Photo of kidney transplantation, dark operating theatre, blue gowns and masks

April 5, 2024, by Brigitte Nerlich

Xenotransplantation

About 25 years ago, I first encountered something called Science and Technology Studies (STS) – a field that examines interactions between science and society (culture, policy etc.). One of the first articles I read, published in 1999, was by Nik Brown on xenotransplantation: “Xenotransplantation: Normalizing disgust”.

Using ideas and concepts from STS stalwarts like Mary Douglas (contamination) and Bruno Latour (hybrids), the article looked at “how disgust is represented in popular media coverage of the technology” and what measures have been “deployed to normalize disgust”.

Now, 25 years later, xenotransplantation, that is, the transplantation of organs, tissues, or cells from one species to another, especially to humans, has been in the news again. According to a press release from 21 March, 2024, the world’s first genetically-edited pig kidney transplant into a living recipient* was performed at Massachusetts General Hospital in the United States. I wondered: Is this technology still seen as disgusting or has it become normalised?

Xenotransplantation – a short history

How did we get to this recent announcement? Xenotransplantation has actually a really long history. At least as early as 1902 Alexis Carrel at the Rockefeller Institute in New York described how blood vessels could be reconnected in transplanted organs. He received the Nobel prize for this work in 1912 (see this timeline).

Lots of things happened after that, especially in the 1960s when the first chimpanzee or baboon liver or kidney to human transplantations were carried out. The word ‘xenotransplantation’ was used for the first time in 1969, according to the Oxford English Dictionary. 1969 was also the year that “Sir Peter Medawar, the British scientist who won the Nobel Prize for medicine in 1960 and is considered the father of transplant immunology, stated, ‘We should solve the problem [of organ transplantation] by using heterografts [xenografts] one day if we try hard enough, and maybe in less than 15 years.’”….. Not quite, but in 1984 the word was first used in English newspapers…

Things began to speed up in the 1990s, as, for example, in 1995, David White in Cambridge created transgenic pigs that had a human protein to prevent their tissues and organs being rejected by the immune system (see timeline).
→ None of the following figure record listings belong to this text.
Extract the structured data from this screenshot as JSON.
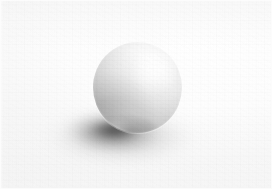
{
  "image": {
    "subject": "matte white sphere",
    "setting": "seamless pale gray studio backdrop",
    "caption": "A matte white sphere resting on a seamless light gray surface, lit from the upper right and casting a soft elliptical shadow toward the lower left.",
    "medium": "photograph",
    "palette": {
      "background": "#fbfbfb",
      "backdrop_highlight": "#ffffff",
      "backdrop_shade": "#f2f2f2",
      "sphere_highlight": "#fefefe",
      "sphere_midtone": "#dedede",
      "sphere_terminator": "#a8a8a8",
      "shadow_core": "#3e3e3e",
      "shadow_edge": "#c8c8c8"
    },
    "frame": {
      "width": 272,
      "height": 189
    }
  },
  "sphere": {
    "label": "sphere",
    "center_x": 137,
    "center_y": 88,
    "diameter": 90,
    "light_direction": "upper right",
    "highlight_x_pct": 63,
    "highlight_y_pct": 26,
    "finish": "matte"
  },
  "shadow": {
    "label": "cast shadow",
    "center_x": 122,
    "center_y": 131,
    "width": 176,
    "height": 62,
    "direction": "lower left",
    "softness": "soft"
  },
  "backdrop": {
    "label": "backdrop",
    "type": "seamless sweep",
    "texture": "fine paper grain"
  }
}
A year later, in 1996, the Nuffield Council on Bioethics published a report entitled “Animal-to-Human Transplants: the Ethics of Xenotransplantation”. And in 1999 Nik’s article appeared.

Xenotransplantation, biorisks and society

In the late 1990s biological and bioethical advances in xenotransplantation collided with a host of other emerging science and policy issues, especially with regard to cloning and Dolly the sheep, BSE or mad cow disease, the genetic modification of foods and crops, and also the MMR vaccine scandal.

This was the time when we established the Institute for the Study of Genetics, Biorisks and Society, which later became the Institute for Science and Society. We studied all these issues, apart from xenotransplantation which became, in a way, the domain of Nik and his colleagues (here they studied, for example, focus group data on xenotransplantation).

Xenotransplantation and public attitudes

A lot has happened since the late 1990s, most importantly genetic modification has been modified itself, through the invention of CRISPR, a new way of editing genes that has, on the main, avoided the yuck factor, as it is framed as clean and precise. The heat has also gone out of the cloning debate, as fears of armies of little Hitlers have receded into the background.

In the case of this year’s pig to human kidney transplant, CRISPR played an important role, as 69 rejection-preventing gene edits were carried out. This is important, as one of the main obstacles to successful transplantation has been organ rejection. CRISPR was also used to silence retroviruses that could lead to infections.

All this might explain why despite still existing risks, recent attitudes to xenotransplantation seem to be favourable – but this assessment comes with a lot of caveats.

Media reactions to a previous breakthrough in 2023 were also mainly positive, as reported by the Hastings Centre last December. As the authors said: “The realized promise of xenotransplantation seems to be quickly approaching, following the medical breakthrough of a pig kidney functioning for a record two months in a deceased [brain dead!] human body. This milestone has received overwhelmingly positive media attention despite the complexity of the technical and ethical hurdles to overcome.”

The Hastings report is worth reading, as it grapples with serious ethical and animal welfare questions which had also been asked by the Nuffield Council on Bioethics in 1996 (and many more).

Xenotransplantation and the media

What about media reactions to the most recent announcement? Somebody has to undertake a really thorough investigation of both traditional and social media reporting. However, at first glance the word ‘hope’ seems to be used more often than in the 1990s and the word ‘fear’ is used less.

It seems that disgust has not been normalised over time, although ‘Frankenstein’ still lurks in the tabloids. Overall though, reporting seems to be relatively neutral, sticking to the press release or highlighting the hope that this advance might improve the lives of many people waiting for organ transplants, as, currently demand for human organs for clinical transplantation far exceeds supply… So there seems to be normalisation of xenotransplantation rather than normalisation of disgust.